A home-building boom can be achieved with made-in-Canada, low-carbon materials that do not significantly raise construction costs, a report by Clean Energy Canada suggests.
With millions of new homes needed to address the country’s housing shortage, the Vancouver-based think tank says the enormous amount of concrete, steel and drywall to supply the construction will come at a significant climate cost.
But that can be offset with sustainably made materials for virtually the same cost. The design stage is where carbon and costs can be further pared down with no sacrifices to safety.
“We were honestly surprised how many options were available at market rates,” Jana Elbrecht, the author of Building Toward Low Cost and Carbon and a policy advisor for Clean Energy Canada, told Sustainable Biz Canada.
The materials can be made in Canada with low-carbon technologies, building up a domestic industry and serving as an export advantage amid increasingly volatile U.S. trade policy.
Reducing carbon with little or no cost increase
Clean Energy Canada looked at five commonly used construction materials — concrete, structural steel, rebar, drywall and insulation. Due to their production, transportation, use in construction and disposal, the materials carry varying degrees of embodied carbon, which makes up a significant portion of a building’s greenhouse gas emissions.
With the help of Canadian firm Chandos Construction, Clean Energy Canada compared the traditional and low-carbon building materials on price and pollution from recently constructed projects in Ontario, British Columbia and Alberta.
Most materials can be replaced with lower-carbon alternatives that have little to no increase in price, the two organizations discovered.
For example, concrete that embodies up to 32 per cent less carbon can be purchased — depending on the product — for either the same price or a premium of up to 16 per cent. The carbon reductions for drywall products range up to 55 per cent, with pricing virtually identical to conventional products.
The cost premiums overall were negligible, the report states. For the budget of one multimillion-dollar project, it added up to less than $2,000 in extra costs.
“What we’re trying to show here is we can already get lower-carbon materials at no additional price,” Elbrecht said, without needing to wait for innovations such as carbon-negative cement. Cement made with a waste material like fly ash, which reduces carbon emissions in concrete production compared to Portland cement, is already available.
Access to lower-carbon materials was generally not a problem in the case studies Chandos and Clean Energy Canada examined.
How design can further pare down carbon and costs
Further efficiencies can be realized before construction starts. Clean Energy Canada collaborated with Toronto-based architecture firm Ha/f Climate Design on ways buildings can be designed to use less materials. It means paying less, producing less carbon and shortening construction schedules.
Ideas such as a pitched roof made of low-carbon materials instead of a flat roof for a townhome can add up to removing over a quarter of the embodied carbon compared to typical architecture.
Above-ground parking is a more sustainable alternative to underground parking, Elbrecht said. This alone would cut the embodied carbon of a midrise housing complex by 16 per cent.
Clean Energy Canada is not advocating for lax safety standards, she said, but recognizing structures can overuse materials. Thinner concrete slabs will still meet safety requirements while reducing carbon, the report states.
Elevating domestic manufacturing
Though cost is argued to be a minor issue when adopting sustainable materials, Clean Energy Canada acknowledges there will likely be some hurdles.
Project planners may need more training. Low-carbon concrete could come with changes such as having a longer curing time than the conventional counterpart. City building codes can prevent use of the efficient designs.
But there are solutions: the design choices in the report can shorten timelines; early coordination with all parties helps with timely delivery; building codes can be reformed to be performance-based rather than prescriptive.
Despite the apparent advantages, the sustainable choices remain a small part of the market. The Cleantech Group found only three per cent of global cement production in 2023 was low-carbon cement.
“I think we should not undercount the effect of, ‘This is the way we’ve always done things.’ Change takes time,” Elbrecht said.
Buy Clean procurement policies that demand reductions in the embodied carbon of public projects can upend this dynamic, she said. This will boost the use of low-carbon materials and extend a helping hand to startups which are developing these sustainable materials, Elbrecht said.
A Buy Clean strategy for public construction projects could result in up to four million tonnes of carbon emissions being avoided by 2030, the report states.
Elbrecht hopes more governments, particularly at the provincial level, will adopt such policies.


▶ Work instruction:
Copy each line in the data below that contains the word "GRORUDVEIEN".

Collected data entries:
————
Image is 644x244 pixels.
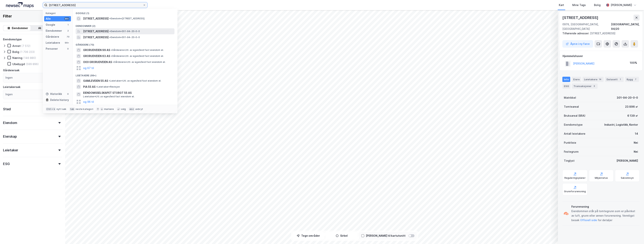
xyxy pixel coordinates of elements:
[26,62,39,66] div: (599 896)
[46,29,62,33] div: Eiendommer
[111,55,112,57] span: •
[6,92,13,96] div: Ingen
[83,29,108,33] span: [STREET_ADDRESS]
[96,85,97,88] span: •
[83,79,108,83] span: GAMLEVEIEN 55 AS
[3,107,11,111] div: Sted
[604,122,638,127] div: Industri, Logistikk, Kontor
[46,16,51,21] div: Alle
[83,48,110,52] span: GRORUDVEIEN 99 AS
[625,104,638,109] div: 23 896 ㎡
[564,141,576,145] div: Punktleie
[12,44,21,47] div: Annet
[83,35,108,39] span: [STREET_ADDRESS]
[611,3,632,8] div: [PERSON_NAME]
[20,50,35,54] div: (1 706 223)
[111,48,164,52] span: Gårdeiere • Utl. av egen/leid fast eiendom el.
[109,79,110,82] span: •
[366,233,406,238] div: [PERSON_NAME] til kartutsnitt
[611,22,639,31] div: [GEOGRAPHIC_DATA], 94/20
[83,66,94,71] button: og 67 til
[572,77,581,82] div: Eiere
[562,22,611,31] div: 0976, [GEOGRAPHIC_DATA], [GEOGRAPHIC_DATA]
[3,85,20,89] div: Leietakersøk
[634,150,638,154] div: Nei
[109,79,161,82] span: Leietaker • Utl. av egen/leid fast eiendom el.
[83,60,112,64] span: OIOI GRORUDVEIEN AS
[621,176,634,180] div: Saksinnsyn
[562,31,636,36] div: [STREET_ADDRESS]
[67,23,69,26] div: 1
[292,232,324,239] button: Tegn områder
[67,93,69,95] div: 0
[129,107,135,111] div: esc
[564,190,586,193] div: Grunnforurensning
[3,134,16,139] div: Eierskap
[562,83,570,89] div: ESG
[113,61,165,63] span: Gårdeiere • Utl. av egen/leid fast eiendom el.
[111,55,164,57] span: Gårdeiere • Utl. av egen/leid fast eiendom el.
[83,95,134,98] span: Leietaker • Utl. av egen/leid fast eiendom el.
[564,150,578,154] div: Festegrunn
[46,92,62,96] div: Historikk
[625,226,644,244] div: Kontrollprogram for chat
[571,205,638,209] div: Forurensning
[562,40,593,47] button: Åpne i ny fane
[12,50,19,54] div: Bolig
[583,77,604,82] div: Leietakere
[83,54,110,58] span: GRORUDVEIEN 63 AS
[572,83,598,89] div: Transaksjoner
[564,122,583,127] div: Eiendomstype
[598,78,602,81] div: 14
[12,62,25,66] div: Ubebygd
[73,9,177,16] div: Google (1)
[46,47,58,51] div: Personer
[562,31,590,35] span: Tilhørende adresser:
[46,40,60,45] div: Leietakere
[625,77,639,82] div: Bygg
[50,98,69,102] div: Delete history
[56,108,67,110] div: nytt søk
[3,120,17,125] div: Eiendom
[109,17,145,20] span: Eiendom • [STREET_ADDRESS]
[594,3,600,8] div: Bolig
[64,17,69,20] div: 99+
[135,108,143,110] div: avbryt
[562,54,639,58] div: Hjemmelshaver
[6,75,13,80] div: Ingen
[73,22,177,28] div: Eiendommer (2)
[618,78,622,81] div: 1
[635,132,638,136] div: 14
[76,108,93,110] div: neste kategori
[559,3,564,8] div: Kart
[64,41,69,44] div: 99+
[46,107,56,111] div: Ctrl + k
[23,56,36,60] div: (146 880)
[12,56,23,60] div: Næring
[564,104,579,109] div: Tomteareal
[625,226,644,244] iframe: Chat Widget
[67,35,69,38] div: 70
[564,158,575,163] div: Tinglyst
[67,29,69,32] div: 2
[104,108,114,110] div: markere
[96,85,120,88] span: Leietaker • Revisjon
[564,176,585,180] div: Reguleringsplaner
[3,148,18,152] div: Leietaker
[109,17,110,20] span: •
[627,113,638,118] div: 6 139 ㎡
[109,36,139,39] span: Eiendom • 301-94-20-0-0
[605,77,623,82] div: Datasett
[6,2,34,8] img: logo.a4113a55bc3d86da70a041830d287a7e.svg
[634,78,637,81] div: 7
[12,26,28,31] div: Eiendommer
[46,23,55,27] div: Google
[83,100,94,104] button: og 96 til
[3,68,19,72] div: Gårdeiersøk
[109,36,110,39] span: •
[46,12,71,15] div: Kategori
[121,108,126,110] div: velg
[629,61,637,65] div: 100%
[3,37,22,42] div: Eiendomstype
[562,15,599,21] div: [STREET_ADDRESS]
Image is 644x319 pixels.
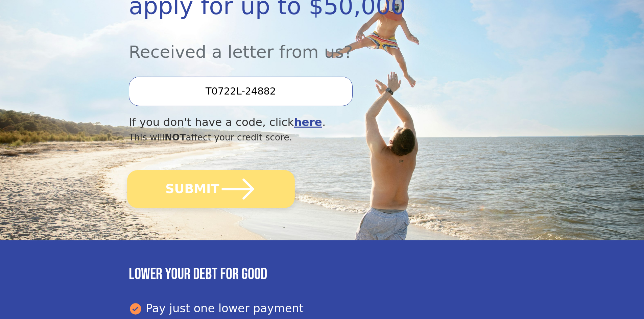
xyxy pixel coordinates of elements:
span: NOT [165,132,186,143]
div: Received a letter from us? [129,24,457,64]
div: This will affect your credit score. [129,131,457,144]
button: SUBMIT [127,170,295,208]
h3: Lower your debt for good [129,264,515,284]
div: If you don't have a code, click . [129,114,457,131]
a: here [294,116,322,129]
input: Enter your Offer Code: [129,76,353,106]
div: Pay just one lower payment [129,300,515,317]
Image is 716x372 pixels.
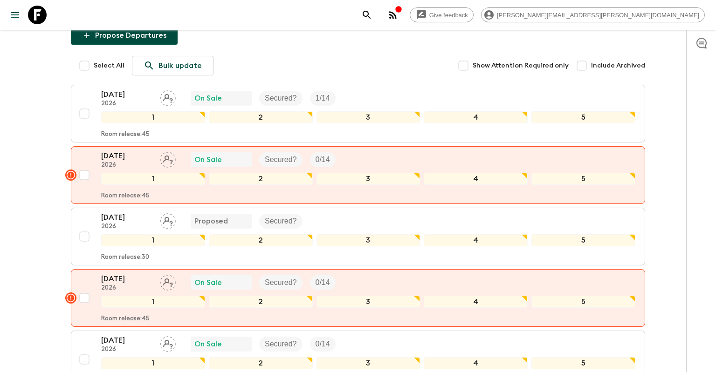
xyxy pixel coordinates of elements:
[194,154,222,165] p: On Sale
[101,192,150,200] p: Room release: 45
[101,223,152,231] p: 2026
[310,275,336,290] div: Trip Fill
[265,93,297,104] p: Secured?
[101,254,149,261] p: Room release: 30
[315,154,330,165] p: 0 / 14
[101,111,205,123] div: 1
[316,111,420,123] div: 3
[591,61,645,70] span: Include Archived
[160,93,176,101] span: Assign pack leader
[315,277,330,288] p: 0 / 14
[259,91,302,106] div: Secured?
[424,234,528,247] div: 4
[259,214,302,229] div: Secured?
[101,285,152,292] p: 2026
[265,277,297,288] p: Secured?
[209,296,313,308] div: 2
[101,234,205,247] div: 1
[101,346,152,354] p: 2026
[259,152,302,167] div: Secured?
[160,216,176,224] span: Assign pack leader
[209,357,313,370] div: 2
[424,173,528,185] div: 4
[259,275,302,290] div: Secured?
[194,339,222,350] p: On Sale
[101,335,152,346] p: [DATE]
[209,111,313,123] div: 2
[209,234,313,247] div: 2
[531,357,635,370] div: 5
[316,357,420,370] div: 3
[101,162,152,169] p: 2026
[310,337,336,352] div: Trip Fill
[310,152,336,167] div: Trip Fill
[160,339,176,347] span: Assign pack leader
[158,60,202,71] p: Bulk update
[424,111,528,123] div: 4
[481,7,705,22] div: [PERSON_NAME][EMAIL_ADDRESS][PERSON_NAME][DOMAIN_NAME]
[71,146,645,204] button: [DATE]2026Assign pack leaderOn SaleSecured?Trip Fill12345Room release:45
[316,296,420,308] div: 3
[132,56,213,75] a: Bulk update
[315,93,330,104] p: 1 / 14
[209,173,313,185] div: 2
[101,151,152,162] p: [DATE]
[101,89,152,100] p: [DATE]
[265,154,297,165] p: Secured?
[492,12,704,19] span: [PERSON_NAME][EMAIL_ADDRESS][PERSON_NAME][DOMAIN_NAME]
[310,91,336,106] div: Trip Fill
[265,216,297,227] p: Secured?
[71,85,645,143] button: [DATE]2026Assign pack leaderOn SaleSecured?Trip Fill12345Room release:45
[316,173,420,185] div: 3
[101,173,205,185] div: 1
[531,111,635,123] div: 5
[410,7,473,22] a: Give feedback
[316,234,420,247] div: 3
[101,296,205,308] div: 1
[71,208,645,266] button: [DATE]2026Assign pack leaderProposedSecured?12345Room release:30
[315,339,330,350] p: 0 / 14
[101,131,150,138] p: Room release: 45
[531,173,635,185] div: 5
[194,93,222,104] p: On Sale
[101,315,150,323] p: Room release: 45
[531,234,635,247] div: 5
[424,296,528,308] div: 4
[101,212,152,223] p: [DATE]
[94,61,124,70] span: Select All
[259,337,302,352] div: Secured?
[357,6,376,24] button: search adventures
[194,216,228,227] p: Proposed
[71,269,645,327] button: [DATE]2026Assign pack leaderOn SaleSecured?Trip Fill12345Room release:45
[473,61,569,70] span: Show Attention Required only
[160,278,176,285] span: Assign pack leader
[160,155,176,162] span: Assign pack leader
[101,274,152,285] p: [DATE]
[265,339,297,350] p: Secured?
[71,26,178,45] button: Propose Departures
[101,357,205,370] div: 1
[194,277,222,288] p: On Sale
[531,296,635,308] div: 5
[424,357,528,370] div: 4
[424,12,473,19] span: Give feedback
[6,6,24,24] button: menu
[101,100,152,108] p: 2026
————
▶ Your solution:
[83,48,110,52] span: GRORUDVEIEN 99 AS
[83,60,112,64] span: OIOI GRORUDVEIEN AS
[83,54,110,58] span: GRORUDVEIEN 63 AS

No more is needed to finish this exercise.